Omeros, a transatlantic Homeric epic poem, is widely considered the masterwork of Nobel laureate Derek Walcott and one of the most important pieces of postcolonial Caribbean literature. Yet it is also Walcott's most challenging work. In Omeros, Walcott constructs strategic layers of allusions and references that occasionally escape even seasoned scholars. This guide provides exhaustive textual annotations and is the ideal resource for mapping the intricate matrix of allusions in this influential poem. Using extensive research in St. Lucia, the birthplace of Walcott, Maria McGarrity illuminates a wide range of references that include classical literature, world mythologies, colonial politics, modern painting, the Caribbean contexts of Omeros, modern epics, the African elements of West Indian culture, and the critical African nexus within global cultures. In addition to extensive annotations and summaries of the poem's seven books, McGarrity draws attention to the lyricism of Walcott's language, the amazing originality of the poem's structure, and the stunning gaps that are spanned when far-removed allusions unexpectedly relate. When the allusions in Omeros are fully understood, these points of connection usher readers into a fascinating continuum of time and place in which the rich historical past is wrapped up in the contemporary present.
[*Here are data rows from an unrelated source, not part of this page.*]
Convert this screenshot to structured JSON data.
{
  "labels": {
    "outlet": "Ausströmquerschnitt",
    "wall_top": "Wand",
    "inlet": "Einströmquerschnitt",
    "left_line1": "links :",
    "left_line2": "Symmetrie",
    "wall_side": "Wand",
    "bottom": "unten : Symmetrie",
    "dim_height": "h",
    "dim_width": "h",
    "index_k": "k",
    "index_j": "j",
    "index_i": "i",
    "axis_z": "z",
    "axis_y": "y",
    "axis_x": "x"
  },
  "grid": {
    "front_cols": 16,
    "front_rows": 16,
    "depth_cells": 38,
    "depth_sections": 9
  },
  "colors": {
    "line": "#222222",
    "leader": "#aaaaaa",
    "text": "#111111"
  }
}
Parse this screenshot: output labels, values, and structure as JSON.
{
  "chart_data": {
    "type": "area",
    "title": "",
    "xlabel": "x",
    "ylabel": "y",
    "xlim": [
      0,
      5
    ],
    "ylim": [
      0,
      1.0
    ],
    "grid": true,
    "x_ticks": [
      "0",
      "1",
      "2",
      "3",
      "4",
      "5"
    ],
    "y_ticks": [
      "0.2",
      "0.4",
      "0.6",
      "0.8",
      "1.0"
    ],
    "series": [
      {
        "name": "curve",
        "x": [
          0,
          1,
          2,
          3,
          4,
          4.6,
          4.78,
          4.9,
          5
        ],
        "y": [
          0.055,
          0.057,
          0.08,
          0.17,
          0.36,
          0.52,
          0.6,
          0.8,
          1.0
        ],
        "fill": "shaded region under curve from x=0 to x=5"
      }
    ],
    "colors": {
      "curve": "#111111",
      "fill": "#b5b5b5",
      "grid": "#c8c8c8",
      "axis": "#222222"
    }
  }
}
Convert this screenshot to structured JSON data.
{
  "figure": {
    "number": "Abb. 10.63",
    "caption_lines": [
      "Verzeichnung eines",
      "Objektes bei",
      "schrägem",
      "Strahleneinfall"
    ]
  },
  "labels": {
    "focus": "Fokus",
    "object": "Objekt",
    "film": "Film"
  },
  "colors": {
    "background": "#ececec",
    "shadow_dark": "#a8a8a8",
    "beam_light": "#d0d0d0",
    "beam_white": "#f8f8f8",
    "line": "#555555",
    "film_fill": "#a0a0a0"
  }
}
This book scrutinizes the way modern Irish writers exploited or surrendered to primitivism, and how primitivism functions as an idealized nostalgia for the past as a potential representation of difference and connection.
There has been an Irish presence within the Caribbean since at least the 1620s and yet the historical and cultural dimensions of this encounter remain relatively under-researched and are often conceived of in reductive terms by crude markers such as red legs or poor whites. While there are some striking reminders of this history in the names of people and places, as well as the renowned St Patrick's celebrations in Montserrat, this collection explores how the complications and contradictions of Irish-Caribbean relations are much richer and deeper than previously recognized. Offering a range of disciplinary perspectives, this volume opens up conversations between scholars based in Caribbean Studies and those in Irish Studies across the fields of history, politics, expressive cultural forms, and everyday practices. It makes an important contribution to Irish studies by challenging the dominance of a US diasporic history and a disciplinary focus on cultural continuity and ancestry. Likewise, within Caribbean studies, the Irish presence troubles the orthodox historical models for understanding race and the plantation, the race and class structures, as well as questions of ethnic and religious minorities. This ground-breaking collection of new work highlights the importance of understanding the transatlantic nexus between Ireland and the Caribbean in terms of the shared historical experiences of dislocation, diaspora and colonization, as well as of direct encounter. It pays tribute to the extraordinarily rich tradition of cultural expression that informs both cultures and their imagination of each other. The volume includes a list of resources that will encourage and facilitate ongoing research in this field.